Impact of disabling comments on posts older than 90 days

Impact of disabling comments on posts older than 90 days

The last 5 months of 2013 generated 97,055 spam, vs the first 8 months(so far) of 2014 has generated 6,360 spam (not even as much as August 2013 alone).

Next up is the all time spam history, which just goes back to 2012, I guess they were not collecting specifics on stats before that I have been a subscriber to this service for longer than that for sure.

TechOpsGuys spam all time

TechOpsGuys spam all time

I’ve never really managed spam here, I rarely look at what is being blocked well there is so much(even now).

August 12, 2014

Some internet routers ran out of memory today

Filed under: Networking — Tags: , , — Nate @ 5:03 pm

(here is a link to in depth analysis on the issue)

Fortunately I didn’t notice any direct impact to anything I personally use. But I first got notification from one of the data center providers we use that they were having network problems they traced it down to memory errors and they frantically started planning for emergency memory upgrades across their facilities. My company does not and has never relied upon this data center for network connectivity so it never impacted us.

A short time later I noticed a new monitoring service that I am using sent out an outage email saying their service providers were having problems early this morning and they had migrated customers away from the affected data center(s).

Then I contacted one of the readers of my blog whom I met a few months ago and told him the story of my data center that is having this issue which sounded similar to a story he told me at the time about his data center provider.

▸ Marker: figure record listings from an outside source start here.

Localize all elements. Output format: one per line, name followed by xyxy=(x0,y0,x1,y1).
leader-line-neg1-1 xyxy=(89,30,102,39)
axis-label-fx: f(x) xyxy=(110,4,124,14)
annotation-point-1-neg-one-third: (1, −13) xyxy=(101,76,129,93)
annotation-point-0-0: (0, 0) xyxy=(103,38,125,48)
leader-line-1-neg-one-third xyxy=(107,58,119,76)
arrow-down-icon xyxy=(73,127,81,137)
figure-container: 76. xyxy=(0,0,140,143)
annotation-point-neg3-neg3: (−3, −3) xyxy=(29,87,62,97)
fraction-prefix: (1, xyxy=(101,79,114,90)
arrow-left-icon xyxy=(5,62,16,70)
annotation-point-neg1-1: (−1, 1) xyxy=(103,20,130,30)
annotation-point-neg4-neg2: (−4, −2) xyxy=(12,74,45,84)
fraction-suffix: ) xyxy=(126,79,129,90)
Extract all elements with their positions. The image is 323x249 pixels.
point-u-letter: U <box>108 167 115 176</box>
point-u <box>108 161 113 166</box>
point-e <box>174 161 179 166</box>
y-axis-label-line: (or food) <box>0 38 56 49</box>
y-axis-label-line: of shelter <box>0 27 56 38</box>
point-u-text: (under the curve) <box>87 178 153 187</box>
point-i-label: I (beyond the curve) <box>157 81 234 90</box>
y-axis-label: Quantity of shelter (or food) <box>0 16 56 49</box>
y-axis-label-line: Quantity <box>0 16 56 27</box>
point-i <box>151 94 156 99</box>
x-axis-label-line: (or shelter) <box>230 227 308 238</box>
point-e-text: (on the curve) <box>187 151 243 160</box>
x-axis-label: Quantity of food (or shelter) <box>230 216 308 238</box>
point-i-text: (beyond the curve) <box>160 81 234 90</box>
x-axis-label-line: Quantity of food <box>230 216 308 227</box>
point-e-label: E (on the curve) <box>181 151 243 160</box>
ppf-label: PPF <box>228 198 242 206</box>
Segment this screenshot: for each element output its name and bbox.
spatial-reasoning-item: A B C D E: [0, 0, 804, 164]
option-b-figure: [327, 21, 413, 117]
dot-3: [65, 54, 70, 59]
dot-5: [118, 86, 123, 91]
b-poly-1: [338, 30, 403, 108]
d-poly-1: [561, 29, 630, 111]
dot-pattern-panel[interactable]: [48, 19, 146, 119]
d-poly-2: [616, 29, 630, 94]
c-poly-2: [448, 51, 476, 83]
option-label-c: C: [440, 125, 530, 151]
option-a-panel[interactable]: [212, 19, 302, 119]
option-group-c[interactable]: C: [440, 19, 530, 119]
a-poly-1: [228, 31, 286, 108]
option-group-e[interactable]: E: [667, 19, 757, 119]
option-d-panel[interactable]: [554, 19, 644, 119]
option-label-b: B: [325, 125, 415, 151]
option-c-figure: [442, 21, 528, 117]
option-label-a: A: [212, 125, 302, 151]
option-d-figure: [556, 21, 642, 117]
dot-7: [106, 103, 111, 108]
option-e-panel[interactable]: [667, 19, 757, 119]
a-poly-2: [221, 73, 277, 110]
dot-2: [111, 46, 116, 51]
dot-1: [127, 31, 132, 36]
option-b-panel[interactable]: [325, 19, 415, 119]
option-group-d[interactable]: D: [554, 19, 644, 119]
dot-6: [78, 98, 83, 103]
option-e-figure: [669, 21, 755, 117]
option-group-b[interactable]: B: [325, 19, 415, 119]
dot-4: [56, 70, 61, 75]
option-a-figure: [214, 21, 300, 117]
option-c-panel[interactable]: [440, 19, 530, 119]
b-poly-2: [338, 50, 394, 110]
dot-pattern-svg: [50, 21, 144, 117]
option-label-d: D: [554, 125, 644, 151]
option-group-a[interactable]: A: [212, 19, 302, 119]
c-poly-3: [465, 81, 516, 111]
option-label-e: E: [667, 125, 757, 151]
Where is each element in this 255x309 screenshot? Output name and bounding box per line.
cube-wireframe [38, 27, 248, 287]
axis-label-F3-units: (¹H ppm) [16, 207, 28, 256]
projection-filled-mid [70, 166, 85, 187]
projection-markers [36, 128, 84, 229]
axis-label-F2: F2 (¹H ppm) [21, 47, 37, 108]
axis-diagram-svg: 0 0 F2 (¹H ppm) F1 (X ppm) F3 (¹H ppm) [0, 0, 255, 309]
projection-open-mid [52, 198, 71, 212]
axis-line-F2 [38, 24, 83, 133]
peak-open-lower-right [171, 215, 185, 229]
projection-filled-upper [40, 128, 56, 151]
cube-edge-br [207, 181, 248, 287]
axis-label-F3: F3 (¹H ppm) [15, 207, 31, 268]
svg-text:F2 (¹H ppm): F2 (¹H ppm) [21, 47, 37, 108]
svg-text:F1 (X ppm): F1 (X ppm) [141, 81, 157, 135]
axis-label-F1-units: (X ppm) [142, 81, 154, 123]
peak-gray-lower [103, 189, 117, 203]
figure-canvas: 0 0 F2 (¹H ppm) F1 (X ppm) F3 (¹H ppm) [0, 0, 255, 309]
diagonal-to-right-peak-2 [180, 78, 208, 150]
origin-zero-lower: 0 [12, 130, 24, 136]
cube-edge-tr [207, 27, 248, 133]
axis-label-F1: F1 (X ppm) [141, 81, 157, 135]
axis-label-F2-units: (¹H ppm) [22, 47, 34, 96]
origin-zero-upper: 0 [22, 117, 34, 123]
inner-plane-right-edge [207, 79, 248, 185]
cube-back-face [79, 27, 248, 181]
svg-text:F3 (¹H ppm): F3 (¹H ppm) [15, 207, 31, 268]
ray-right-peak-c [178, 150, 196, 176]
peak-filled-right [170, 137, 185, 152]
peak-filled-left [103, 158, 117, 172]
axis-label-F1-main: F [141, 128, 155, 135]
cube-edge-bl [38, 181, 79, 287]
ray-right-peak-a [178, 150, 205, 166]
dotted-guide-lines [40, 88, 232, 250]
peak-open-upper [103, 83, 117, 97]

He replied with a link to this Reddit article which talks about how the internet routing table exceeded 512,000 routes for the first time today, and that is a hard limit in some older equipment which causes them to either fail, or to perform really slowly as some routes have to be processed in software instead of hardware.

I also came across this article (which I commented on) which mentions similar problems but no reference to BGP or routing tables (outside my comments at the bottom).

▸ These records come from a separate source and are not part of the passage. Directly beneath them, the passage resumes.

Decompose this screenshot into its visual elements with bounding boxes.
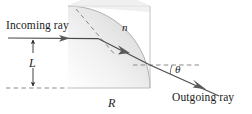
theta-angle-label: θ (175, 64, 180, 75)
dimension-L (6, 40, 68, 88)
theta-angle-arc (170, 65, 172, 74)
outgoing-ray-arrowhead (193, 80, 206, 90)
theta-arc (170, 65, 172, 74)
incoming-ray-label: Incoming ray (6, 20, 69, 32)
glass-fill (68, 6, 150, 88)
dimension-R-label: R (108, 97, 115, 109)
incoming-ray-line (8, 38, 98, 39)
refractive-index-label: n (122, 22, 128, 33)
outgoing-ray-label: Outgoing ray (172, 92, 234, 104)
refraction-figure: Incoming ray Outgoing ray L R n θ (0, 0, 252, 114)
dimension-L-label: L (29, 57, 36, 69)
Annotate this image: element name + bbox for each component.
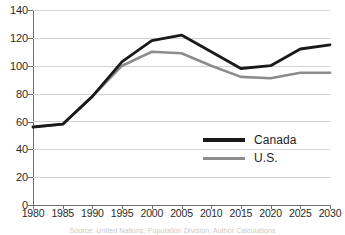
y-tick-label-80: 80: [2, 89, 28, 100]
y-tick-label-120: 120: [2, 33, 28, 44]
legend-label-us: U.S.: [254, 152, 278, 164]
source-note: Source: United Nations, Population Divis…: [0, 227, 345, 235]
x-axis-labels: 1980 1985 1990 1995 2000 2005 2010 2015 …: [33, 208, 330, 224]
legend-label-canada: Canada: [254, 134, 297, 146]
y-tick-label-40: 40: [2, 144, 28, 155]
legend-item-us: U.S.: [203, 149, 313, 167]
legend-swatch-us: [203, 157, 245, 160]
series-line-us: [33, 52, 330, 127]
y-tick-label-60: 60: [2, 117, 28, 128]
y-axis-labels: 140 120 100 80 60 40 20 0: [0, 0, 28, 235]
legend-swatch-canada: [203, 138, 245, 141]
x-tick-label-2030: 2030: [313, 208, 345, 219]
y-tick-label-20: 20: [2, 172, 28, 183]
y-tick-label-140: 140: [2, 5, 28, 16]
y-tick-label-100: 100: [2, 61, 28, 72]
chart-legend: Canada U.S.: [203, 131, 313, 167]
line-chart: 140 120 100 80 60 40 20 0: [0, 0, 345, 235]
series-line-canada: [33, 35, 330, 127]
legend-item-canada: Canada: [203, 131, 313, 149]
series-container: [33, 10, 330, 205]
plot-area: [33, 10, 330, 205]
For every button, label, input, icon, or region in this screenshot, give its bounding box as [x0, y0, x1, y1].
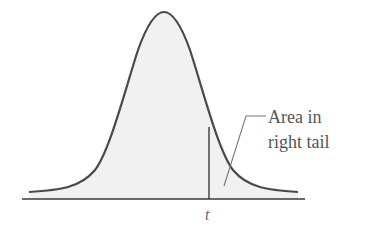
t-distribution-diagram: Area in right tail t: [0, 0, 368, 228]
curve-fill-area: [29, 12, 298, 199]
annotation-line-1: Area in: [268, 107, 321, 127]
t-marker-label: t: [205, 206, 210, 223]
annotation-line-2: right tail: [268, 132, 330, 152]
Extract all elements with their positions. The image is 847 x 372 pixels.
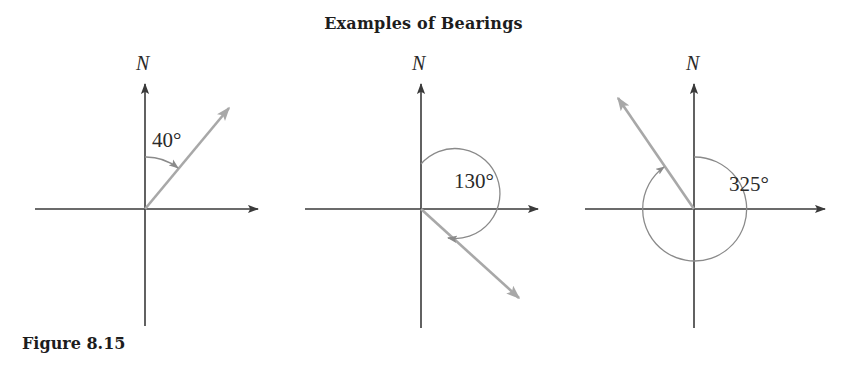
bearings-figure: Examples of Bearings	[0, 0, 847, 372]
angle-label-325: 325°	[729, 172, 769, 197]
north-label-diagram-1: N	[136, 52, 149, 75]
bearing-ray	[618, 98, 694, 209]
north-label-diagram-3: N	[686, 52, 699, 75]
figure-caption: Figure 8.15	[22, 334, 125, 353]
diagram-bearing-325	[585, 84, 825, 328]
diagram-bearing-40	[35, 84, 258, 326]
angle-label-40: 40°	[152, 128, 181, 153]
bearing-ray	[421, 209, 519, 298]
angle-label-130: 130°	[454, 169, 494, 194]
diagram-bearing-130	[305, 84, 538, 328]
angle-arc	[145, 157, 178, 168]
north-label-diagram-2: N	[412, 52, 425, 75]
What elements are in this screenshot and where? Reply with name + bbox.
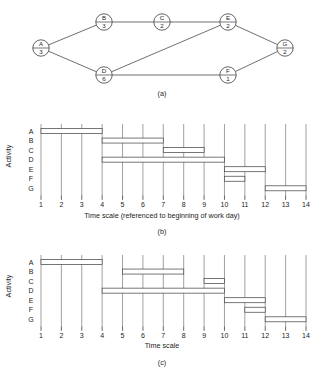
- network-node-f[interactable]: F1: [220, 67, 236, 83]
- node-label-f: F: [226, 67, 230, 74]
- tick-label-day-2: 2: [59, 332, 63, 339]
- tick-label-day-5: 5: [121, 201, 125, 208]
- node-duration-c: 2: [160, 22, 164, 29]
- node-duration-a: 3: [39, 48, 43, 55]
- network-edge-a-d: [49, 51, 97, 72]
- gantt-b-tick-labels-group: 1234567891011121314: [39, 201, 310, 208]
- gantt-c-tick-labels-group: 1234567891011121314: [39, 332, 310, 339]
- tick-label-day-3: 3: [80, 332, 84, 339]
- tick-label-day-4: 4: [100, 201, 104, 208]
- network-nodes-group: A3B3C2D6E2F1G2: [33, 14, 293, 83]
- node-label-e: E: [226, 14, 230, 21]
- tick-label-day-8: 8: [182, 201, 186, 208]
- network-node-e[interactable]: E2: [220, 14, 236, 30]
- tick-label-day-7: 7: [161, 332, 165, 339]
- gantt-c-bars-group: [41, 260, 306, 322]
- tick-label-day-4: 4: [100, 332, 104, 339]
- network-node-a[interactable]: A3: [33, 40, 49, 56]
- row-label-c: C: [28, 147, 33, 154]
- gantt-c-y-axis-title: Activity: [4, 274, 13, 297]
- gantt-bar-c[interactable]: [204, 279, 224, 284]
- gantt-bar-g[interactable]: [265, 186, 306, 191]
- gantt-bar-b[interactable]: [123, 269, 184, 274]
- row-label-f: F: [29, 306, 33, 313]
- network-node-b[interactable]: B3: [96, 14, 112, 30]
- row-label-a: A: [29, 128, 34, 135]
- tick-label-day-13: 13: [282, 332, 290, 339]
- tick-label-day-1: 1: [39, 201, 43, 208]
- figure-container: A3B3C2D6E2F1G2 (a) 1234567891011121314 A…: [0, 0, 324, 381]
- gantt-bar-b[interactable]: [102, 138, 163, 143]
- network-node-g[interactable]: G2: [277, 40, 293, 56]
- network-diagram-panel: A3B3C2D6E2F1G2 (a): [0, 0, 324, 108]
- node-label-g: G: [283, 40, 288, 47]
- gantt-bar-f[interactable]: [224, 176, 244, 181]
- node-duration-d: 6: [102, 75, 106, 82]
- tick-label-day-13: 13: [282, 201, 290, 208]
- tick-label-day-6: 6: [141, 332, 145, 339]
- gantt-c-x-axis-title: Time scale: [145, 341, 179, 350]
- network-edge-d-e: [112, 25, 221, 72]
- row-label-b: B: [29, 137, 34, 144]
- node-label-d: D: [102, 67, 107, 74]
- panel-c-caption: (c): [158, 358, 166, 367]
- network-edge-f-g: [235, 52, 277, 72]
- tick-label-day-10: 10: [221, 332, 229, 339]
- row-label-g: G: [28, 316, 33, 323]
- row-label-d: D: [28, 287, 33, 294]
- row-label-e: E: [29, 297, 34, 304]
- gantt-bar-a[interactable]: [41, 129, 102, 134]
- network-edge-e-g: [235, 25, 277, 44]
- row-label-g: G: [28, 185, 33, 192]
- node-label-c: C: [160, 14, 165, 21]
- tick-label-day-9: 9: [202, 201, 206, 208]
- gantt-b-x-axis-title: Time scale (referenced to beginning of w…: [84, 211, 240, 220]
- tick-label-day-10: 10: [221, 201, 229, 208]
- tick-label-day-2: 2: [59, 201, 63, 208]
- row-label-b: B: [29, 268, 34, 275]
- row-label-d: D: [28, 156, 33, 163]
- gantt-bar-d[interactable]: [102, 157, 224, 162]
- node-duration-b: 3: [102, 22, 106, 29]
- node-duration-g: 2: [283, 48, 287, 55]
- row-label-f: F: [29, 175, 33, 182]
- row-label-e: E: [29, 166, 34, 173]
- tick-label-day-11: 11: [241, 201, 248, 208]
- node-duration-e: 2: [226, 22, 230, 29]
- gantt-bar-e[interactable]: [224, 167, 265, 172]
- tick-label-day-7: 7: [161, 201, 165, 208]
- gantt-bar-f[interactable]: [245, 307, 265, 312]
- tick-label-day-8: 8: [182, 332, 186, 339]
- panel-a-caption: (a): [158, 89, 167, 98]
- tick-label-day-6: 6: [141, 201, 145, 208]
- gantt-chart-panel-b: 1234567891011121314 ABCDEFG Activity Tim…: [0, 108, 324, 238]
- tick-label-day-14: 14: [302, 201, 310, 208]
- gantt-b-row-labels-group: ABCDEFG: [28, 128, 33, 192]
- tick-label-day-3: 3: [80, 201, 84, 208]
- network-node-c[interactable]: C2: [154, 14, 170, 30]
- node-label-b: B: [102, 14, 106, 21]
- gantt-bar-g[interactable]: [265, 317, 306, 322]
- network-node-d[interactable]: D6: [96, 67, 112, 83]
- gantt-b-ticks-group: [41, 195, 306, 200]
- tick-label-day-12: 12: [261, 332, 269, 339]
- tick-label-day-11: 11: [241, 332, 248, 339]
- gantt-b-y-axis-title: Activity: [4, 144, 13, 167]
- gantt-c-ticks-group: [41, 326, 306, 331]
- network-edge-a-b: [49, 25, 97, 45]
- row-label-c: C: [28, 278, 33, 285]
- tick-label-day-9: 9: [202, 332, 206, 339]
- tick-label-day-14: 14: [302, 332, 310, 339]
- gantt-bar-c[interactable]: [163, 148, 204, 153]
- gantt-bar-d[interactable]: [102, 288, 224, 293]
- tick-label-day-1: 1: [39, 332, 43, 339]
- tick-label-day-12: 12: [261, 201, 269, 208]
- gantt-bar-e[interactable]: [224, 298, 265, 303]
- gantt-chart-panel-c: 1234567891011121314 ABCDEFG Activity Tim…: [0, 238, 324, 381]
- gantt-c-row-labels-group: ABCDEFG: [28, 259, 33, 323]
- gantt-bar-a[interactable]: [41, 260, 102, 265]
- node-duration-f: 1: [226, 75, 230, 82]
- gantt-b-bars-group: [41, 129, 306, 191]
- tick-label-day-5: 5: [121, 332, 125, 339]
- row-label-a: A: [29, 259, 34, 266]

[..]as part of a widespread issue impacting major network providers including Comcast, AT&T, Time Warner and Verizon.

One of my co-workers said he was just poking around and could find no references to what has been going on today other than the aforementioned Reddit article. I too am surprised if so many providers are having issues that this hasn’t made more news.

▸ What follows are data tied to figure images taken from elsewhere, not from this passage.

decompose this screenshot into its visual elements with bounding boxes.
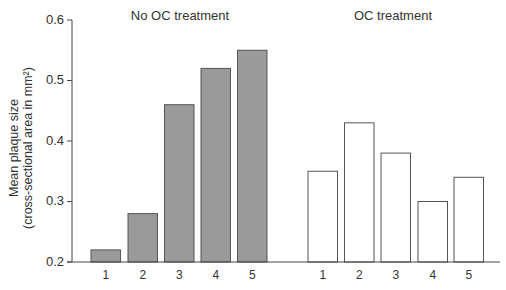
x-category-label: 5 bbox=[465, 268, 472, 282]
bar-no-oc-2 bbox=[128, 214, 158, 262]
plot-area bbox=[0, 0, 506, 290]
bar-oc-2 bbox=[345, 123, 375, 262]
x-category-label: 2 bbox=[139, 268, 146, 282]
x-category-label: 4 bbox=[212, 268, 219, 282]
x-category-label: 1 bbox=[102, 268, 109, 282]
bar-oc-5 bbox=[454, 177, 484, 262]
x-category-label: 3 bbox=[176, 268, 183, 282]
bar-no-oc-3 bbox=[165, 105, 195, 262]
bar-oc-4 bbox=[418, 202, 448, 263]
bar-no-oc-4 bbox=[201, 68, 231, 262]
bar-no-oc-5 bbox=[238, 50, 268, 262]
x-category-label: 4 bbox=[429, 268, 436, 282]
bar-oc-3 bbox=[381, 153, 411, 262]
x-category-label: 2 bbox=[356, 268, 363, 282]
x-category-label: 5 bbox=[249, 268, 256, 282]
x-category-label: 3 bbox=[392, 268, 399, 282]
bars-group bbox=[91, 50, 484, 262]
x-category-label: 1 bbox=[319, 268, 326, 282]
bar-no-oc-1 bbox=[91, 250, 121, 262]
bar-oc-1 bbox=[308, 171, 338, 262]
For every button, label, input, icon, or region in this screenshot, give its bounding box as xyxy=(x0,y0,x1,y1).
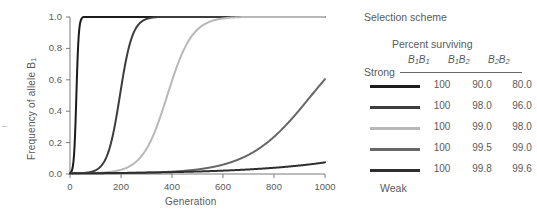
curve-second-selection xyxy=(70,17,325,173)
y-tick-label: 0.8 xyxy=(28,42,62,53)
legend-row: 10098.096.0 xyxy=(340,99,528,119)
legend-swatch xyxy=(370,106,420,109)
legend-cell: 100 xyxy=(425,121,459,132)
legend-cell: 98.0 xyxy=(505,121,537,132)
legend-cell: 90.0 xyxy=(465,79,499,90)
legend-subtitle: Percent surviving xyxy=(392,38,473,50)
y-axis-label-subscript: 1 xyxy=(29,57,38,61)
y-tick-label: 0.4 xyxy=(28,105,62,116)
legend-cell: 80.0 xyxy=(505,79,537,90)
legend-swatch xyxy=(370,148,420,151)
curves-group xyxy=(70,17,325,173)
y-tick-label: 1.0 xyxy=(28,11,62,22)
x-tick-label: 1000 xyxy=(305,181,345,192)
weak-selection-label: Weak xyxy=(380,182,407,194)
legend-cell: 99.0 xyxy=(465,121,499,132)
legend-swatch xyxy=(370,85,420,88)
legend-row: 10099.899.6 xyxy=(340,162,528,182)
legend-cell: 99.0 xyxy=(505,142,537,153)
x-tick-label: 400 xyxy=(152,181,192,192)
legend-cell: 96.0 xyxy=(505,100,537,111)
y-tick-label: 0.6 xyxy=(28,74,62,85)
legend-title: Selection scheme xyxy=(364,11,447,23)
genotype-header-b1b1: B1B1 xyxy=(408,54,430,66)
legend-swatch xyxy=(370,169,420,172)
legend-panel: Selection scheme Percent surviving B1B1 … xyxy=(340,0,528,216)
strong-selection-label: Strong xyxy=(364,66,395,78)
y-tick-label: 0.2 xyxy=(28,137,62,148)
legend-swatch xyxy=(370,127,420,130)
genotype-header-b1b2: B1B2 xyxy=(448,54,470,66)
legend-cell: 99.5 xyxy=(465,142,499,153)
curve-fourth-selection xyxy=(70,79,325,173)
genotype-header-b2b2: B2B2 xyxy=(488,54,510,66)
x-tick-label: 800 xyxy=(254,181,294,192)
legend-cell: 99.6 xyxy=(505,163,537,174)
x-tick-label: 200 xyxy=(101,181,141,192)
axes-group xyxy=(66,17,325,178)
legend-cell: 100 xyxy=(425,142,459,153)
y-tick-label: 0.0 xyxy=(28,168,62,179)
legend-cell: 98.0 xyxy=(465,100,499,111)
legend-cell: 99.8 xyxy=(465,163,499,174)
legend-cell: 100 xyxy=(425,100,459,111)
legend-row: 10090.080.0 xyxy=(340,78,528,98)
x-tick-label: 600 xyxy=(203,181,243,192)
x-axis-label: Generation xyxy=(165,196,216,207)
legend-header-rule xyxy=(400,72,522,73)
legend-row: 10099.599.0 xyxy=(340,141,528,161)
plot-panel: Frequency of allele B1 Generation 0.00.2… xyxy=(0,0,340,216)
x-tick-label: 0 xyxy=(50,181,90,192)
legend-row: 10099.098.0 xyxy=(340,120,528,140)
legend-cell: 100 xyxy=(425,79,459,90)
legend-cell: 100 xyxy=(425,163,459,174)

(UPDATE – here is another article from zdnet)

I looked at the BGP routing capacity of some core switches I had literally a decade ago and they could scale up to 1 million unique routes of BGP4 routes in hardware, and 2 million non unique (not quite sure what the difference is anything beyond static routing has never been my thing). I recall seeing routers again many years ago that could hold probably 10 times that (I think the main distinction between a switch and a router is the CPU and memory capacity ? at least for the bigger boxes with dozens to hundreds of ports?)

So it’s honestly puzzling to me how any service provider could be impacted by this today. How any equipment not capable of handling 512k routes is still in use in 2014 (I can understand for smaller orgs but not service providers). I suppose this also goes to show that there is wide spread lack of monitoring of these sorts of metrics. In the Reddit article there is mention of talks going on for months people knew this was coming — well apparently not everyone obviously.

Someone wasn’t watching the graphs.

I’m planning on writing a blog post on the aforementioned monitoring service I recently started using soon too, I’ve literally spent probably five thousand hours over the past 15 years doing custom monitoring stuff and this thing just makes me want to cry it’s so amazingly powerful and easy to use. In fact just yesterday I had someone email me about a MRTG document I wrote 12 years ago and how it’s still listed on the MRTG site even today (I asked the author to remove the link more than a year ago that was the last time someone asked me about it, that site has been offline for 10 years but is still available in the internet archive).

This post was just a quickie inspired by my co-worker who said he couldn’t find any info on this topic, so hey maybe I’m among the first to write about it.